Kathleen Crocetti of Watsonville, a Blue Star mother, whose son serves the country in the Air Force is the artist behind the exhibit. The traveling sculpture installation, depicts the almost 4,274 American casualties and almost 99,000 Iraqi dead since the beginning of the war in Iraq, each represented by a five-inch clay figure placed in a base of tons of sand.
Ms Crocetti's artist statement at the first display of her exhibit on Memorial Day 2006
I find that when numbers get past a certain size they are just big numbers, and the abstractness of numbers numb us to the reality of the situation. I have made one small 4 inch figure for every person who has died in Iraq since we invaded.
At this point in time for every US troop member we have lost there have been 16 Iraqi. It is important to me that we as a nation recognize not just our loses, but the losses we have caused. At the same time, honoring our own and being respectful of them is paramount to my piece/peace.
I want people on both sides of the war debate to come see my work, it is a memorial. Each American figure has an American Flag across his/her chest and then 16 anonymous shadow figures standing behind. The shadow figures represent the 1:16 ratio of Iraqi dead to American dead. The 1:16 ratio is very conservative; we do not know exactly how many Iraqis have died. Of the 39,400 known Iraqi dead only 3,500 of them have been named, the other 90% are anonymous to us. They are certainly not anonymous to their families.
During the last two months I have gotten our community involved in catching up with the Iraqi body count. During these work parties while we were cutting out clay bodies we talked.
In the making and the talking we feel as if we are doing something. Grieving is an active process, not a passive one, and recovery is a choice. It is my belief that as a nation we are in denial and have not yet begun to mourn. We need to start the grieving process now, because it is painful and uncomfortable and the sooner we start acknowledging our culpability and responsibility the sooner we will stop inflicting grief upon others.
Memorials are usually held after someone has died. Honoring those who have died on both sides of the battle field while the battle continues to rage makes my work political. It is my aim to honor those who have died as respectfully as possible while making the growing abstract number visible and tangible. War is war; I am not interested in conversations about how and why we got into this situation.
I am in mourning; eventually as a nation we will need to mourn the dead, maybe the sooner we get started the sooner we will stop.
I am in mourning, too. 5 years ago on Memorial Day, I received that knock on the door that so many military families fear. I was told that my son, 1Lt Ken Ballard was coming home from Iraq in a flag covered casket.
To see the human cost of war displayed in such a bold way as is on display at DeAnza College, should draw visitors in, to at least, have an internal conversation with themselves to ask if this loss of life is okay with them. The war has been sanitized and the costs kept under cover so that the general population has not been affected. We, Gold Star Families, who have lost a loved one in war, mourn the dead every day, but when will the rest of our country share in this grief? Ms Crocetti is right, "eventually as a nation we will need to mourn the dead, maybe the sooner we get started the sooner we will stop".
This installation will be on exhibit until June; I encourage you to visit and for you to view this abstract measurement of grief. If only for a few minutes, you will be able to share in the grief of the 4297 families, including my own.
Yesterday marked the 5 year anniversary of the death of Sgt Sherwood Baker and today is the 5 year anniversary of the death of Sgt Adam Estep- my thoughts are with their families and friends.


* [Exercise description] What you hand back must match the listing exactly.

* [Extracted information]
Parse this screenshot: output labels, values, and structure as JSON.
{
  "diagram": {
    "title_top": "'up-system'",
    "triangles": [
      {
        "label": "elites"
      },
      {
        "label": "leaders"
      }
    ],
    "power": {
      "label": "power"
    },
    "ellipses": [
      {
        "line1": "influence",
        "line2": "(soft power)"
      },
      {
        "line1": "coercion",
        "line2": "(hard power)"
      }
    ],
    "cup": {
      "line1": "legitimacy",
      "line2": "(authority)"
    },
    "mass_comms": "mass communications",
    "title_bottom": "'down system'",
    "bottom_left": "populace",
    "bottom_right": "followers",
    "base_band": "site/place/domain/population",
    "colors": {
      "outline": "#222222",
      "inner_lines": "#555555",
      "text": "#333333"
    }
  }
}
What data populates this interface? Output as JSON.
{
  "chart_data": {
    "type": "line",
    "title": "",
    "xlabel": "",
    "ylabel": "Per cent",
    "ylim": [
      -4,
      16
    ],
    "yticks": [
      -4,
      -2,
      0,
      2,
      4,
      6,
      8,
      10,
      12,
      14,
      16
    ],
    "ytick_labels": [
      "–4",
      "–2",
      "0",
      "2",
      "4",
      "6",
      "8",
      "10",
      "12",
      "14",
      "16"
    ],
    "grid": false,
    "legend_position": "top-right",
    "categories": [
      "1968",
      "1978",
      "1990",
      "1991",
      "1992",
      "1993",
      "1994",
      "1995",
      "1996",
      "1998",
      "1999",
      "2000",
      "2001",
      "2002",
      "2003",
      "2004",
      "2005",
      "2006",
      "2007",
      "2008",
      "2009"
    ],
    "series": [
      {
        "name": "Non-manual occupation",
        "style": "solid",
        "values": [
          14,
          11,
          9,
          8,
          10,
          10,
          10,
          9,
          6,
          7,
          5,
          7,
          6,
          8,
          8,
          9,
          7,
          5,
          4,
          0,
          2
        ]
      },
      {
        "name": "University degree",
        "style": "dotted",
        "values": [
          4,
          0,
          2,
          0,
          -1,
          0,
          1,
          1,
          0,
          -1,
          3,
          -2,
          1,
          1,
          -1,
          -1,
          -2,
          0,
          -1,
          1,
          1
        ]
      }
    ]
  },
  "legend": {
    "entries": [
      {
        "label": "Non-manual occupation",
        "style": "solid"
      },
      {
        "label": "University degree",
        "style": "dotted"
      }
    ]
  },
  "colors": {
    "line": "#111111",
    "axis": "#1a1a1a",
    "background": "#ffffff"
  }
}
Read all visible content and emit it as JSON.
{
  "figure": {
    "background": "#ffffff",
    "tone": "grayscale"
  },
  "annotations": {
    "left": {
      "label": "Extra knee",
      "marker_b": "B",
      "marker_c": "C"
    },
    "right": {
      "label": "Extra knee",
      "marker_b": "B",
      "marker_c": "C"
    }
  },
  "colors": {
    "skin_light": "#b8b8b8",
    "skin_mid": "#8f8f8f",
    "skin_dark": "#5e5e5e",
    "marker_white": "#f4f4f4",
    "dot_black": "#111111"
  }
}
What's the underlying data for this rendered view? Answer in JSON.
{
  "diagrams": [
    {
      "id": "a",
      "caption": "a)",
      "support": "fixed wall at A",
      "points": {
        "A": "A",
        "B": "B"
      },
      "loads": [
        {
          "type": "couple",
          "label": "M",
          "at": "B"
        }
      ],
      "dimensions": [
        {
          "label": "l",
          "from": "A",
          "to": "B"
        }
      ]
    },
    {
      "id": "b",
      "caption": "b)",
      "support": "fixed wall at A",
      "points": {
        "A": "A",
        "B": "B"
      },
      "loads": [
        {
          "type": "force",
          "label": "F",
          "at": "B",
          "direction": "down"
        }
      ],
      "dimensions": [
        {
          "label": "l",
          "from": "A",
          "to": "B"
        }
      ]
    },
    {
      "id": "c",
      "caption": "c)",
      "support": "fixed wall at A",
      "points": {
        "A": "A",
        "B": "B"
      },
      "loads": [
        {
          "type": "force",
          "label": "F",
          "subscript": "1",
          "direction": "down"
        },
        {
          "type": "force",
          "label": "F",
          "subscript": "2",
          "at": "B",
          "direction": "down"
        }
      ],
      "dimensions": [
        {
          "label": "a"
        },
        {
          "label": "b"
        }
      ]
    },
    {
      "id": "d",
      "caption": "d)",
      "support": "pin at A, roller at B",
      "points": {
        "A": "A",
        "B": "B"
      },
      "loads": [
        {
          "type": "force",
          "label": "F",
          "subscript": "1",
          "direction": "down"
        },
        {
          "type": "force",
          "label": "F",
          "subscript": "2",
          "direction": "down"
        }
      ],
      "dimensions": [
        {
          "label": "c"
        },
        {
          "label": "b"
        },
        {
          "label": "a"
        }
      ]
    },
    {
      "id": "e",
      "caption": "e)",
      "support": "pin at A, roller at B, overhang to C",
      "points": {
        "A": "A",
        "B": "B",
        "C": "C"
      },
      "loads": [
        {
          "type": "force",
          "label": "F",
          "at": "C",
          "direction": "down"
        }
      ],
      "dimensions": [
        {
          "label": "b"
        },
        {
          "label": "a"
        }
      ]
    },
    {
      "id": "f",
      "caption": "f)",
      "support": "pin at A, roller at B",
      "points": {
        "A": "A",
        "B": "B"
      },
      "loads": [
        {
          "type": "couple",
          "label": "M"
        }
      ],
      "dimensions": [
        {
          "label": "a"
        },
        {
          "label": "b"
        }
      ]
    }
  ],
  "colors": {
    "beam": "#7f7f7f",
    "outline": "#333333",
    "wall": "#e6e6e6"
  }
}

* [Exercise solution]
Parse this screenshot: output labels, values, and structure as JSON.
{
  "diagram": {
    "title_top": "'up-system'",
    "triangles": [
      {
        "label": "elites"
      },
      {
        "label": "leaders"
      }
    ],
    "power": {
      "label": "power"
    },
    "ellipses": [
      {
        "line1": "influence",
        "line2": "(soft power)"
      },
      {
        "line1": "coercion",
        "line2": "(hard power)"
      }
    ],
    "cup": {
      "line1": "legitimacy",
      "line2": "(authority)"
    },
    "mass_comms": "mass communications",
    "title_bottom": "'down system'",
    "bottom_left": "populace",
    "bottom_right": "followers",
    "base_band": "site/place/domain/population",
    "colors": {
      "outline": "#222222",
      "inner_lines": "#555555",
      "text": "#333333"
    }
  }
}
What data populates this interface? Output as JSON.
{
  "chart_data": {
    "type": "line",
    "title": "",
    "xlabel": "",
    "ylabel": "Per cent",
    "ylim": [
      -4,
      16
    ],
    "yticks": [
      -4,
      -2,
      0,
      2,
      4,
      6,
      8,
      10,
      12,
      14,
      16
    ],
    "ytick_labels": [
      "–4",
      "–2",
      "0",
      "2",
      "4",
      "6",
      "8",
      "10",
      "12",
      "14",
      "16"
    ],
    "grid": false,
    "legend_position": "top-right",
    "categories": [
      "1968",
      "1978",
      "1990",
      "1991",
      "1992",
      "1993",
      "1994",
      "1995",
      "1996",
      "1998",
      "1999",
      "2000",
      "2001",
      "2002",
      "2003",
      "2004",
      "2005",
      "2006",
      "2007",
      "2008",
      "2009"
    ],
    "series": [
      {
        "name": "Non-manual occupation",
        "style": "solid",
        "values": [
          14,
          11,
          9,
          8,
          10,
          10,
          10,
          9,
          6,
          7,
          5,
          7,
          6,
          8,
          8,
          9,
          7,
          5,
          4,
          0,
          2
        ]
      },
      {
        "name": "University degree",
        "style": "dotted",
        "values": [
          4,
          0,
          2,
          0,
          -1,
          0,
          1,
          1,
          0,
          -1,
          3,
          -2,
          1,
          1,
          -1,
          -1,
          -2,
          0,
          -1,
          1,
          1
        ]
      }
    ]
  },
  "legend": {
    "entries": [
      {
        "label": "Non-manual occupation",
        "style": "solid"
      },
      {
        "label": "University degree",
        "style": "dotted"
      }
    ]
  },
  "colors": {
    "line": "#111111",
    "axis": "#1a1a1a",
    "background": "#ffffff"
  }
}
Read all visible content and emit it as JSON.
{
  "figure": {
    "background": "#ffffff",
    "tone": "grayscale"
  },
  "annotations": {
    "left": {
      "label": "Extra knee",
      "marker_b": "B",
      "marker_c": "C"
    },
    "right": {
      "label": "Extra knee",
      "marker_b": "B",
      "marker_c": "C"
    }
  },
  "colors": {
    "skin_light": "#b8b8b8",
    "skin_mid": "#8f8f8f",
    "skin_dark": "#5e5e5e",
    "marker_white": "#f4f4f4",
    "dot_black": "#111111"
  }
}
What's the underlying data for this rendered view? Answer in JSON.
{
  "diagrams": [
    {
      "id": "a",
      "caption": "a)",
      "support": "fixed wall at A",
      "points": {
        "A": "A",
        "B": "B"
      },
      "loads": [
        {
          "type": "couple",
          "label": "M",
          "at": "B"
        }
      ],
      "dimensions": [
        {
          "label": "l",
          "from": "A",
          "to": "B"
        }
      ]
    },
    {
      "id": "b",
      "caption": "b)",
      "support": "fixed wall at A",
      "points": {
        "A": "A",
        "B": "B"
      },
      "loads": [
        {
          "type": "force",
          "label": "F",
          "at": "B",
          "direction": "down"
        }
      ],
      "dimensions": [
        {
          "label": "l",
          "from": "A",
          "to": "B"
        }
      ]
    },
    {
      "id": "c",
      "caption": "c)",
      "support": "fixed wall at A",
      "points": {
        "A": "A",
        "B": "B"
      },
      "loads": [
        {
          "type": "force",
          "label": "F",
          "subscript": "1",
          "direction": "down"
        },
        {
          "type": "force",
          "label": "F",
          "subscript": "2",
          "at": "B",
          "direction": "down"
        }
      ],
      "dimensions": [
        {
          "label": "a"
        },
        {
          "label": "b"
        }
      ]
    },
    {
      "id": "d",
      "caption": "d)",
      "support": "pin at A, roller at B",
      "points": {
        "A": "A",
        "B": "B"
      },
      "loads": [
        {
          "type": "force",
          "label": "F",
          "subscript": "1",
          "direction": "down"
        },
        {
          "type": "force",
          "label": "F",
          "subscript": "2",
          "direction": "down"
        }
      ],
      "dimensions": [
        {
          "label": "c"
        },
        {
          "label": "b"
        },
        {
          "label": "a"
        }
      ]
    },
    {
      "id": "e",
      "caption": "e)",
      "support": "pin at A, roller at B, overhang to C",
      "points": {
        "A": "A",
        "B": "B",
        "C": "C"
      },
      "loads": [
        {
          "type": "force",
          "label": "F",
          "at": "C",
          "direction": "down"
        }
      ],
      "dimensions": [
        {
          "label": "b"
        },
        {
          "label": "a"
        }
      ]
    },
    {
      "id": "f",
      "caption": "f)",
      "support": "pin at A, roller at B",
      "points": {
        "A": "A",
        "B": "B"
      },
      "loads": [
        {
          "type": "couple",
          "label": "M"
        }
      ],
      "dimensions": [
        {
          "label": "a"
        },
        {
          "label": "b"
        }
      ]
    }
  ],
  "colors": {
    "beam": "#7f7f7f",
    "outline": "#333333",
    "wall": "#e6e6e6"
  }
}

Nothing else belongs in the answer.